[quote=pri_dk][quote=Allan from Fallbrook]I hear repeatedly about the GOP being “anti-science” and while people like Michelle Bachmann certainly fall into that camp, its also a false narrative regarding those on the right that do not.[/quote]
Please name some GOP leaders that are not “anti-science” and then tell us how much influence these folks have on the GOP party platform.
Are you referring to the presidential nomination front-runners that claim that evolution never occurred, so therefore dinosaurs never existed?
Because it’s really hard to explain all those bones we’ve been finding…
Oh … ok, we’ll change the story then. Perhaps, people and dinosaurs lived together at the same time?
I’ve seen those depictions of people with dinosaurs as pets. Hilarious! I wonder if a T-Rex can be house trained…
True, we can’t be sure, so we better teach evolution and creationism side-by-side, you know, because the scientific evidence for each is equivalent.
Or perhaps you mean the one (and-a-half) guy(s) at last night’s debate that sorta acknowledged climate change? Ooops! – did someone mention climate change?
[quote]It also omits the fact that there are many on the Left who treat AGW/Climate Change as revealed truth and “settled science” and will brook no argument on the topic. In terms of empiricism and objectivity, there is NO SUCH THING as “settled science” and never will be.[/quote]
Yeah, so we can keep using the “well we are only 99% sure, not 100% sure, excuse” to delay action on every decision. Because the issue is not “settled” and never will be.
But I’m surprised to learn there are people that are so entrenched in their opinions – so entrenched that they refuse to consider ANY evidence that may refute their position. Any of them in the GOP?
Allan, are you seriously trying to defend the GOP’s record on science?[/quote]
Yep…it is only the GOP who are anti-science.
Not carrying water for the GOP here. Just saying, the democrats will turn a blind eye when it is convenient just as quickly.
From Johah Goldberg
Why does the Left get to pick which issues are the benchmarks for “science”? Why can’t the measure of being pro-science be the question of heritability of intelligence? Or the existence of fetal pain? Or the distribution of cognitive abilities among the sexes at the extreme right tail of the bell curve? Or if that’s too upsetting, how about dividing the line between those who are pro- and anti-science along the lines of support for geoengineering? Or — coming soon — the role cosmic rays play in cloud formation? Why not make it about support for nuclear power? Or Yucca Mountain? Why not deride the idiots who oppose genetically modified crops, even when they might prevent blindness in children?
…
During the Gulf oil spill, the Obama administration dishonestly claimed that its independent experts supported a drilling moratorium. They emphatically did not. The president who campaigned on basing his policies on “sound science” ignored his own hand picked experts. According to the GAO, he did something very similar when he shut down Yucca Mountain. His support for wind and solar energy, as you suggest, isn’t based on science but on faith. And that faith has failed him dramatically.
The idea that conservatives are anti-science is self-evident and self-pleasing liberal hogwash. I see no reason why conservatives should even argue the issue on their terms when it’s so clearly offered in bad faith in the first place.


What the exercise asks ▸ Every line that contains the word "Areas" is to be copied from the listing.

************

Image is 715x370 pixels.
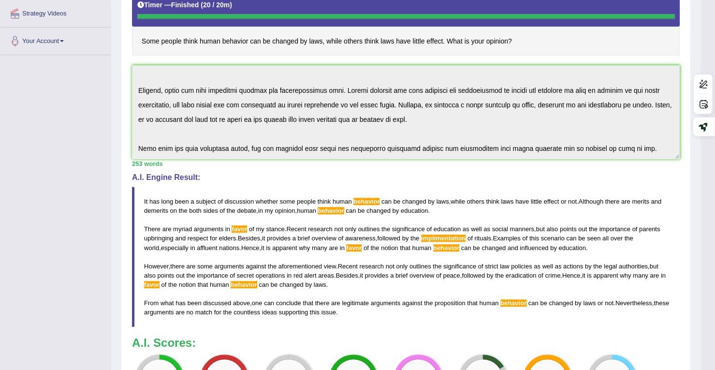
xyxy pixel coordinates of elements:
[568,198,576,205] span: not
[402,198,426,205] span: changed
[214,308,221,315] span: for
[256,272,285,279] span: operations
[144,281,159,288] span: Possible spelling mistake. ‘favor’ is American English. (did you mean: favour)
[187,299,201,306] span: been
[315,299,329,306] span: there
[583,299,595,306] span: laws
[466,198,484,205] span: others
[346,244,361,251] span: Possible spelling mistake. ‘favor’ is American English. (did you mean: favour)
[363,244,369,251] span: of
[546,225,558,232] span: also
[317,198,330,205] span: think
[515,198,529,205] span: have
[603,262,616,270] span: legal
[0,28,111,52] a: Your Account
[223,308,231,315] span: the
[132,186,679,327] blockquote: , . , , . . , . , , . , . , . , . , . , , . , . , . , .
[402,299,422,306] span: against
[279,281,303,288] span: changed
[530,198,542,205] span: little
[297,234,309,242] span: brief
[487,272,493,279] span: by
[492,234,520,242] span: Examples
[219,234,236,242] span: elders
[364,272,388,279] span: provides
[522,234,527,242] span: of
[604,299,613,306] span: not
[631,198,648,205] span: merits
[278,308,308,315] span: supporting
[190,244,195,251] span: in
[229,272,235,279] span: of
[421,234,465,242] span: Possible spelling mistake found. (did you mean: implementation)
[245,262,266,270] span: against
[302,299,313,306] span: that
[175,198,189,205] span: been
[424,299,432,306] span: the
[426,225,431,232] span: of
[471,225,481,232] span: well
[461,244,471,251] span: can
[230,281,257,288] span: Possible spelling mistake. ‘behavior’ is American English. (did you mean: behaviour)
[144,299,158,306] span: From
[548,299,573,306] span: changed
[175,299,186,306] span: has
[371,299,400,306] span: arguments
[190,198,194,205] span: a
[660,272,665,279] span: in
[196,198,215,205] span: subject
[304,272,316,279] span: alert
[340,244,344,251] span: in
[377,234,400,242] span: followed
[436,272,441,279] span: of
[210,281,229,288] span: human
[287,272,291,279] span: in
[563,262,583,270] span: actions
[338,262,358,270] span: Recent
[262,234,265,242] span: it
[144,225,160,232] span: There
[358,225,379,232] span: outlines
[256,198,278,205] span: whether
[409,272,434,279] span: overview
[266,225,284,232] span: stance
[593,262,602,270] span: the
[541,234,564,242] span: scenario
[366,207,390,214] span: changed
[428,198,434,205] span: by
[186,272,195,279] span: the
[161,198,173,205] span: long
[597,299,603,306] span: or
[653,299,669,306] span: these
[400,244,410,251] span: that
[203,207,217,214] span: sides
[267,234,290,242] span: provides
[624,234,632,242] span: the
[238,234,260,242] span: Besides
[299,244,310,251] span: why
[311,234,336,242] span: overview
[186,308,193,315] span: no
[171,1,199,9] b: Finished
[519,244,548,251] span: influenced
[297,207,316,214] span: human
[310,308,319,315] span: this
[509,225,534,232] span: manners
[170,262,185,270] span: there
[237,272,254,279] span: secret
[276,299,301,306] span: conclude
[261,244,264,251] span: it
[249,225,254,232] span: of
[132,336,196,349] b: A.I. Scores:
[268,262,276,270] span: the
[197,272,228,279] span: importance
[329,244,338,251] span: are
[201,1,203,9] b: (
[149,198,159,205] span: has
[402,234,409,242] span: by
[461,272,485,279] span: followed
[473,244,479,251] span: be
[495,272,503,279] span: the
[610,234,622,242] span: over
[194,225,223,232] span: arguments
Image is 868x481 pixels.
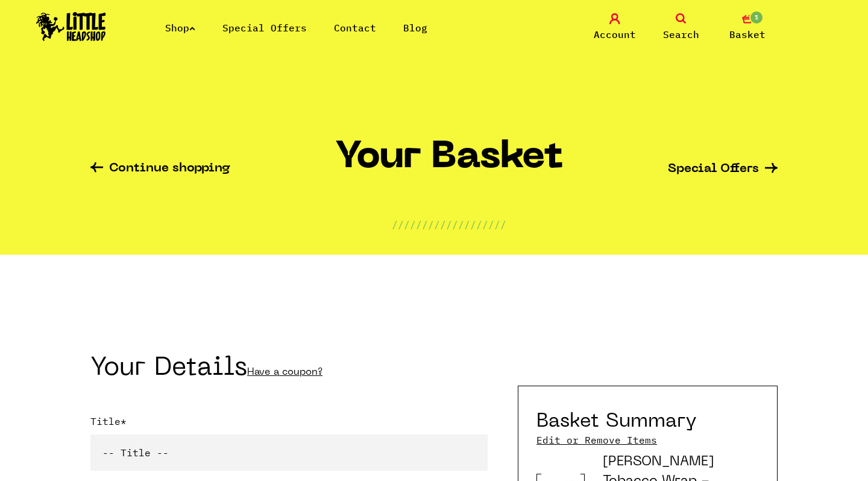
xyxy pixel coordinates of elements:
a: Blog [403,22,427,34]
a: Shop [166,22,196,34]
span: 1 [749,10,764,25]
span: Basket [729,27,765,42]
a: Continue shopping [91,163,230,176]
h1: Your Basket [335,137,563,187]
h2: Your Details [91,357,488,383]
a: Special Offers [668,163,778,176]
img: Little Head Shop Logo [36,12,106,41]
a: 1 Basket [717,13,778,42]
a: Special Offers [222,22,307,34]
label: Title [91,414,488,434]
a: Edit or Remove Items [537,433,657,446]
span: Account [594,27,637,42]
a: Have a coupon? [247,367,322,377]
a: Contact [334,22,376,34]
p: /////////////////// [392,218,507,232]
a: Search [651,13,711,42]
span: Search [663,27,699,42]
h2: Basket Summary [537,410,697,433]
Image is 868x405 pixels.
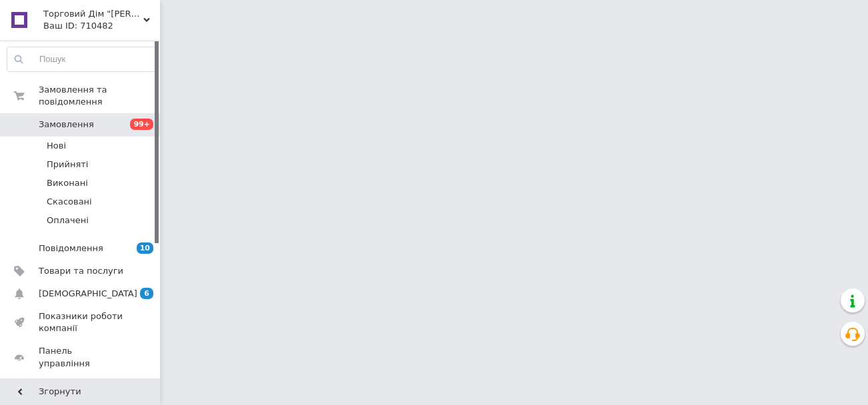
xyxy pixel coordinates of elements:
[38,288,137,300] span: [DEMOGRAPHIC_DATA]
[47,158,88,171] span: Прийняті
[47,140,66,152] span: Нові
[38,311,123,335] span: Показники роботи компанії
[140,288,153,299] span: 6
[47,196,92,208] span: Скасовані
[7,48,157,72] input: Пошук
[38,84,160,108] span: Замовлення та повідомлення
[47,178,88,189] span: Виконані
[43,20,160,32] div: Ваш ID: 710482
[137,242,153,254] span: 10
[38,345,123,369] span: Панель управління
[38,265,123,278] span: Товари та послуги
[38,242,103,255] span: Повідомлення
[38,118,94,131] span: Замовлення
[43,8,143,20] span: Торговий Дім "Лугова Індастрі"
[130,118,153,130] span: 99+
[47,215,88,227] span: Оплачені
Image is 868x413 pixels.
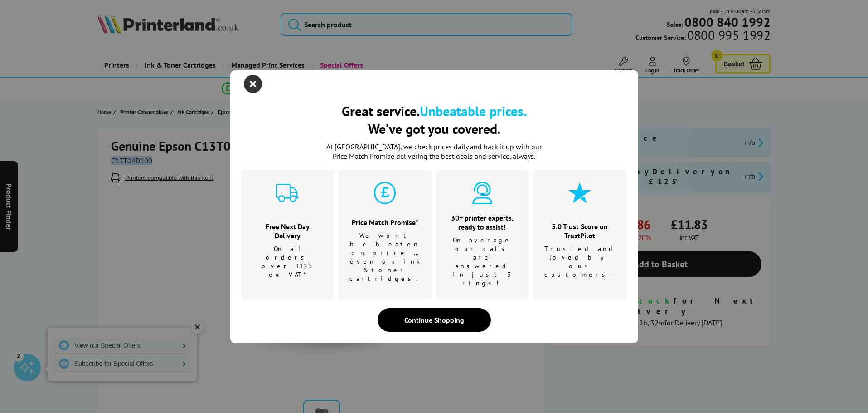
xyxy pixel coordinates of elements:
[349,232,420,283] p: We won't be beaten on price …even on ink & toner cartridges.
[447,236,517,287] p: On average our calls are answered in just 3 rings!
[545,244,616,279] p: Trusted and loved by our customers!
[241,102,627,138] h2: Great service. We've got you covered.
[447,214,517,232] h3: 30+ printer experts, ready to assist!
[246,77,260,91] button: close modal
[471,181,494,204] img: expert-cyan.svg
[545,222,616,240] h3: 5.0 Trust Score on TrustPilot
[276,181,299,204] img: delivery-cyan.svg
[253,244,323,279] p: On all orders over £125 ex VAT*
[420,102,527,120] b: Unbeatable prices.
[349,218,420,227] h3: Price Match Promise*
[253,222,323,240] h3: Free Next Day Delivery
[374,181,396,204] img: price-promise-cyan.svg
[568,181,591,204] img: star-cyan.svg
[378,308,491,332] div: Continue Shopping
[321,142,547,161] p: At [GEOGRAPHIC_DATA], we check prices daily and back it up with our Price Match Promise deliverin...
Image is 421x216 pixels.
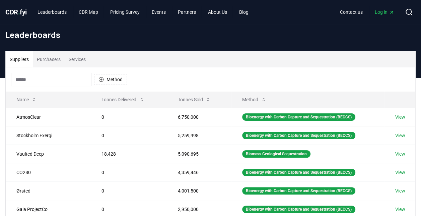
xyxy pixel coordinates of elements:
a: Leaderboards [32,6,72,18]
a: CDR.fyi [5,7,27,17]
a: View [395,132,405,139]
button: Name [11,93,42,106]
td: 0 [91,181,167,200]
button: Services [65,51,90,67]
h1: Leaderboards [5,29,416,40]
div: Bioenergy with Carbon Capture and Sequestration (BECCS) [242,169,355,176]
a: CDR Map [73,6,104,18]
td: 5,259,998 [167,126,232,144]
div: Bioenergy with Carbon Capture and Sequestration (BECCS) [242,113,355,121]
td: CO280 [6,163,91,181]
button: Suppliers [6,51,33,67]
td: Ørsted [6,181,91,200]
div: Bioenergy with Carbon Capture and Sequestration (BECCS) [242,205,355,213]
div: Bioenergy with Carbon Capture and Sequestration (BECCS) [242,132,355,139]
a: Contact us [335,6,368,18]
a: About Us [203,6,233,18]
nav: Main [335,6,400,18]
span: CDR fyi [5,8,27,16]
a: View [395,169,405,176]
td: 4,359,446 [167,163,232,181]
td: 18,428 [91,144,167,163]
td: 0 [91,163,167,181]
td: 4,001,500 [167,181,232,200]
td: Stockholm Exergi [6,126,91,144]
button: Tonnes Sold [172,93,216,106]
div: Bioenergy with Carbon Capture and Sequestration (BECCS) [242,187,355,194]
a: View [395,187,405,194]
td: 6,750,000 [167,108,232,126]
div: Biomass Geological Sequestration [242,150,311,157]
button: Method [237,93,272,106]
td: Vaulted Deep [6,144,91,163]
a: Blog [234,6,254,18]
a: Partners [173,6,201,18]
a: Log in [370,6,400,18]
a: View [395,150,405,157]
td: 0 [91,108,167,126]
a: View [395,206,405,212]
button: Method [94,74,127,85]
a: Events [146,6,171,18]
nav: Main [32,6,254,18]
a: Pricing Survey [105,6,145,18]
span: . [18,8,20,16]
button: Tonnes Delivered [96,93,150,106]
a: View [395,114,405,120]
td: AtmosClear [6,108,91,126]
td: 0 [91,126,167,144]
span: Log in [375,9,394,15]
button: Purchasers [33,51,65,67]
td: 5,090,695 [167,144,232,163]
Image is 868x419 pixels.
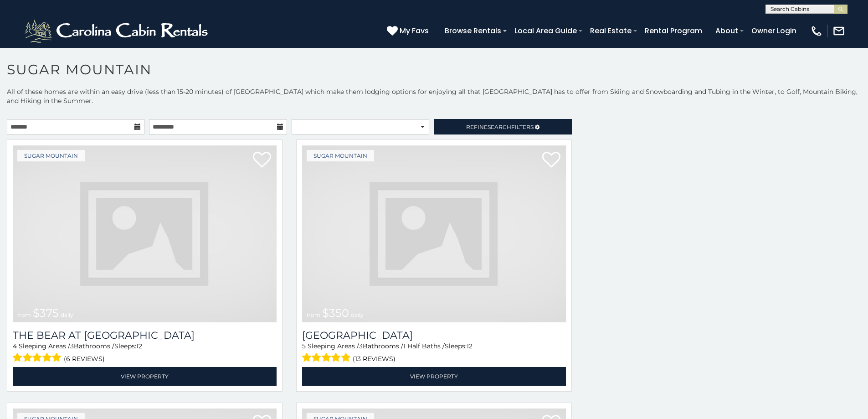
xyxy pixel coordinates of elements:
[136,342,142,350] span: 12
[434,119,572,134] a: RefineSearchFilters
[811,25,823,37] img: phone-regular-white.png
[13,329,277,342] h3: The Bear At Sugar Mountain
[307,150,374,161] a: Sugar Mountain
[302,342,566,365] div: Sleeping Areas / Bathrooms / Sleeps:
[13,342,277,365] div: Sleeping Areas / Bathrooms / Sleeps:
[13,367,277,386] a: View Property
[61,311,74,318] span: daily
[387,25,431,37] a: My Favs
[302,367,566,386] a: View Property
[467,123,534,130] span: Refine Filters
[440,23,506,39] a: Browse Rentals
[17,311,31,318] span: from
[23,17,212,45] img: White-1-2.png
[586,23,636,39] a: Real Estate
[70,342,74,350] span: 3
[307,311,321,318] span: from
[353,353,396,365] span: (13 reviews)
[351,311,364,318] span: daily
[302,145,566,322] img: dummy-image.jpg
[711,23,743,39] a: About
[488,123,511,130] span: Search
[13,342,17,350] span: 4
[322,307,349,320] span: $350
[302,329,566,342] a: [GEOGRAPHIC_DATA]
[33,307,59,320] span: $375
[542,151,561,170] a: Add to favorites
[403,342,445,350] span: 1 Half Baths /
[13,329,277,342] a: The Bear At [GEOGRAPHIC_DATA]
[253,151,271,170] a: Add to favorites
[747,23,802,39] a: Owner Login
[13,145,277,322] a: from $375 daily
[510,23,581,39] a: Local Area Guide
[64,353,105,365] span: (6 reviews)
[302,145,566,322] a: from $350 daily
[467,342,472,350] span: 12
[302,329,566,342] h3: Grouse Moor Lodge
[640,23,707,39] a: Rental Program
[399,25,429,37] span: My Favs
[17,150,85,161] a: Sugar Mountain
[13,145,277,322] img: dummy-image.jpg
[359,342,363,350] span: 3
[302,342,306,350] span: 5
[833,25,845,37] img: mail-regular-white.png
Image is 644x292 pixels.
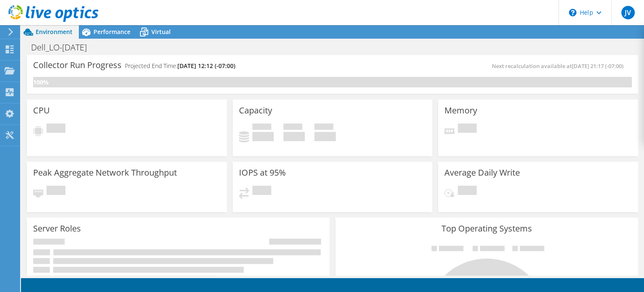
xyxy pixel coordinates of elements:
span: [DATE] 12:12 (-07:00) [178,62,235,70]
h3: CPU [33,106,50,115]
h4: 0 GiB [315,132,336,141]
h3: Peak Aggregate Network Throughput [33,168,177,177]
h3: Capacity [239,106,272,115]
span: Pending [252,186,271,197]
span: Pending [47,186,65,197]
svg: \n [569,9,577,16]
h4: Projected End Time: [125,61,235,70]
span: Pending [47,123,65,135]
span: Free [283,123,302,132]
h3: Average Daily Write [445,168,520,177]
h1: Dell_LO-[DATE] [27,43,100,52]
span: Virtual [151,28,171,35]
h4: 0 GiB [283,132,305,141]
span: Total [315,123,333,132]
h3: Top Operating Systems [342,224,632,233]
span: Used [252,123,271,132]
span: JV [622,6,635,19]
h3: IOPS at 95% [239,168,286,177]
span: Next recalculation available at [492,62,628,70]
h3: Server Roles [33,224,81,233]
h3: Memory [445,106,477,115]
h4: 0 GiB [252,132,274,141]
span: Performance [93,28,130,35]
span: Environment [35,28,72,35]
span: Pending [458,123,477,135]
span: [DATE] 21:17 (-07:00) [572,62,623,70]
span: Pending [458,186,477,197]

************

Solution for this exercise ▸
[302,342,566,365] div: Sleeping Areas / Bathrooms / Sleeps:
[13,342,277,365] div: Sleeping Areas / Bathrooms / Sleeps:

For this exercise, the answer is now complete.